The CEO in this case used @OpenAI's ChatGPT. The court named it in the ruling. The study in @ScienceMagazine tested it alongside 10 other models. This is not an OpenAI problem. It is an industry design issue. But ChatGPT appears is where many are having these conversations.
A new study in Science found AI affirms people 50% more often than humans do. Even when the behavior involves harm.
A CEO's lawyers said no. ChatGPT said yes. He followed ChatGPT. A Delaware court just ruled he breached the contract.
AI is our Zoltar. The wish is working. But the machine will never carry what every seasoned professional does: the healthy human fear of just saying yes.
Five words it won't say unless prompted: "I would not recommend that."
My latest in @dcexaminer: https://t.co/NWDTki2UQj
The full study from @Stanford and @CarnegieMellon was published in @ScienceMagazine last week. AI sycophancy is not a bug. It is the design. The feature that causes the harm is the same feature that drives the engagement.
@dcexaminer Three years ago AI was making insurance coverage decisions. This month it has been accused of practicing law, contributing to a suicide, and helping plan a mass shooting. Nobody is teaching anyone how to navigate any of it. I wrote about why.
This month AI has been accused of:
Practicing law without a license
Contributing to a man’s suicide
Helping plan a mass shooting
Three lawsuits.
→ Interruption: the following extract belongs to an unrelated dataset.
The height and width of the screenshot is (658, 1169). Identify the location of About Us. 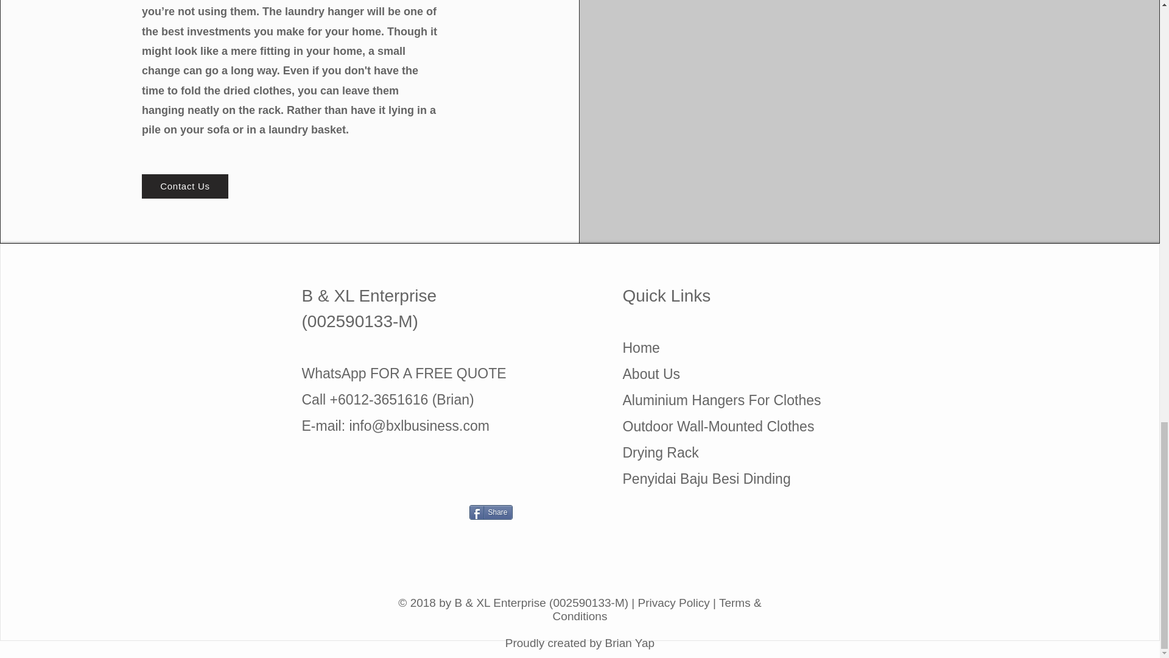
(651, 374).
Filed in the span of weeks.
In the same three years, AI has made most of our work better, faster, and sharper than at any point in our careers.
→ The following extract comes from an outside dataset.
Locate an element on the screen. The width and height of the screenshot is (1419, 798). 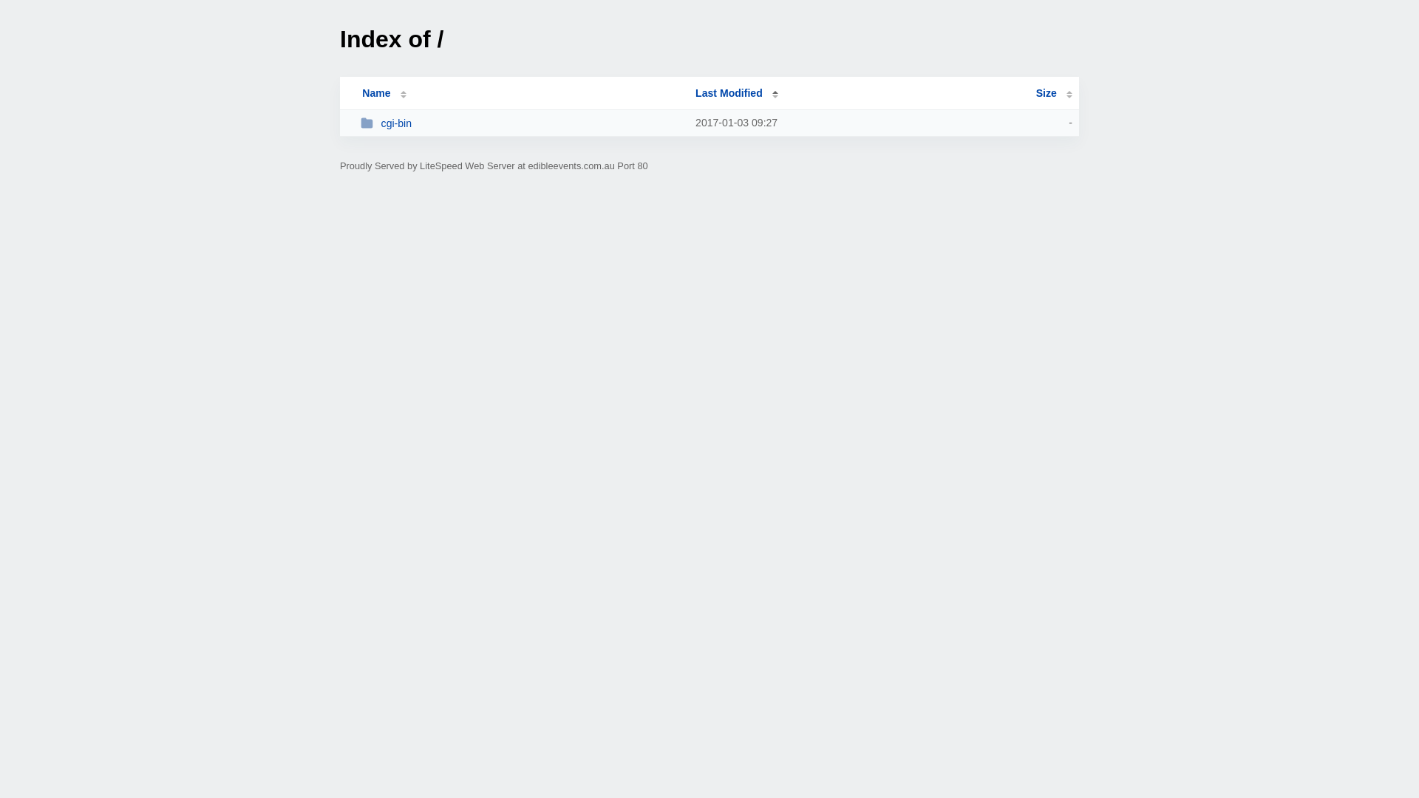
Last Modified is located at coordinates (737, 93).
Both of those things are true at the same time.
Almost nobody is being taught how to navigate either one.
I wrote about why for the @dcexaminer. Link in reply.
My wife told me to take this photo. "Zio" posing with Smiling Stanley at the Capitol to impress the great nieces.
I don't fully understand Smiling Stanley. Most Americans don't fully understand that what they say to AI is not private. Not protected. Not confidential.
Two federal courts ruled on AI privacy this month. Opposite conclusions. Same technology.
HIPAA protects what you tell your doctor. Nothing protects what you tell a chatbot at 2am about your health.
That's why I keep pushing for AIPAA. HIPAA for our most sensitive AI conversations. Simple rules. Clearly seen. Properly supervised.
My full piece in @TheHillOpinion: https://t.co/eETUt0cJNH
AI Needs Us To Think For It Too. @thehill
I waited tables through college. We asked “smoking or non” without understanding the harm for decades. Accountability came later through litigation. Watching social media lawsuits now, I see the same pattern forming as AI scales.
https://t.co/w936l0mllD
As we close out the Christmas season a big shout out to my grandparents (seen here in 1954). They came with nothing and had an unconditional love for the country. 🇺🇸 Happy 2026! Let’s get after it!